[announcement] Telegram bridging to be retired Wed. 20 Sept. | 5 to-dos
Dawid Wrobel
me at dawidwrobel.com
Tue Aug 22 18:37:43 BST 2023
On Tue, Aug 22, 2023 at 2:02 PM Kai Bojens <kb at kbojens.de> wrote:
> On 22.08.23 12:45, Niccolò Ve wrote:
> > This is a terribly careless decision, for multiple reasons.
>
> No, it's not. This is an Open Source Community in which we all have at
> least one thing in common: our software should be free and we work very
> hard to ensure its freedom. Telegram on the other hand is a closed
> platform, run by, well: run by whom? Where does it have its Headquarter?
> Dubai? Russia? Virgin Islands? Belize? You might get different answers,
> depending on who you're asking. It's a closed platform with no freedom.
> Just like Facebook, Linked.in and all the other places.

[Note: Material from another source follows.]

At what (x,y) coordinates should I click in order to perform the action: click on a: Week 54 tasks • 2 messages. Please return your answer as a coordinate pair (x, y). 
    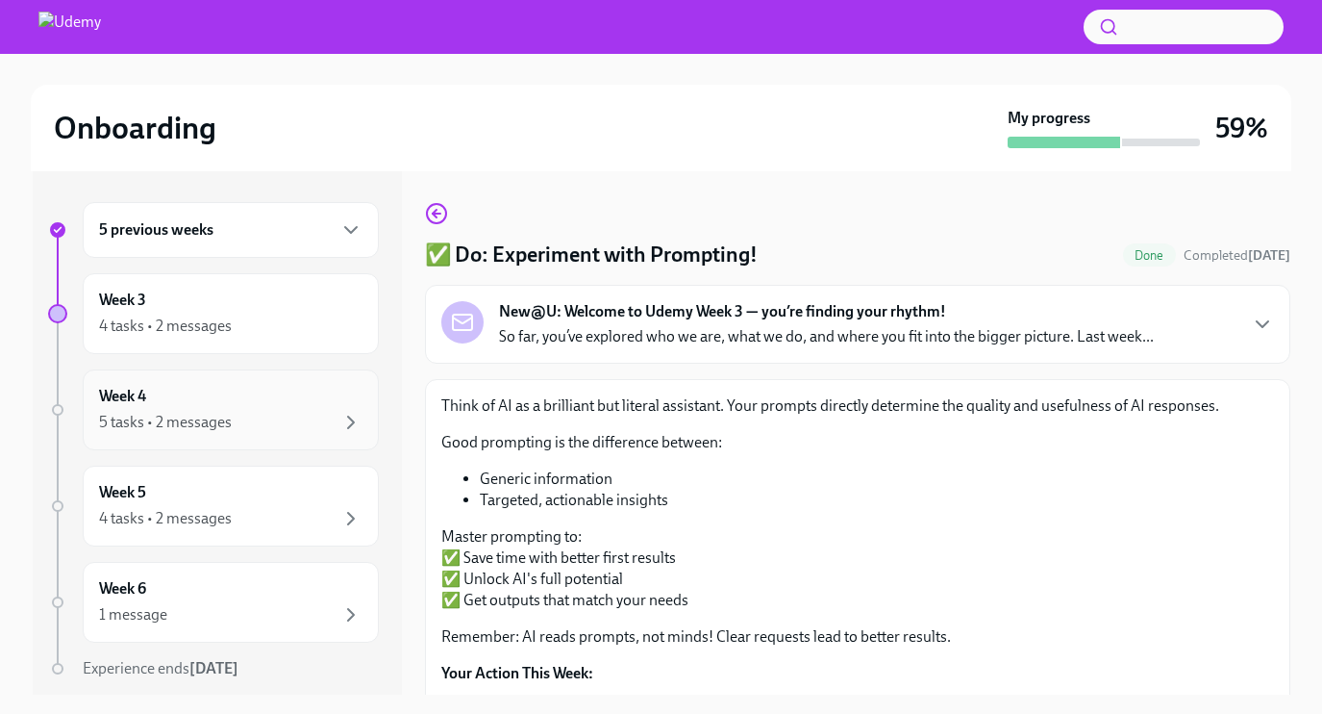
    Looking at the image, I should click on (213, 506).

So is Windows, so is macOS, and yet effort is continuing to be made
for KDE software to be operational on these platforms.
> I had no say in this decision and was not involved in any way but I
> totally welcome that Telegram is cut off.
The year is 2023 and KDE is still stuck on its crusade to almost
forcefully convince the world to stop using closed software, of any
kind, even if it effectively mens alienating existing users or, more
importantly, developers.
Sure, by all means, but IMHO this is yet another Not Invented Here
move that sidelines KDE, pigeonholing it as "hackers software for
hackers".
Obviously that *is* just my opinion, but let me just give some context for it:
1) Google "matrix how to start"
2) This is where it points to: https://matrix.org/docs/legacy/introduction/
3) Tell me this can convince anyone, be it end users or modern-day
developers, to actually bother with Matrix.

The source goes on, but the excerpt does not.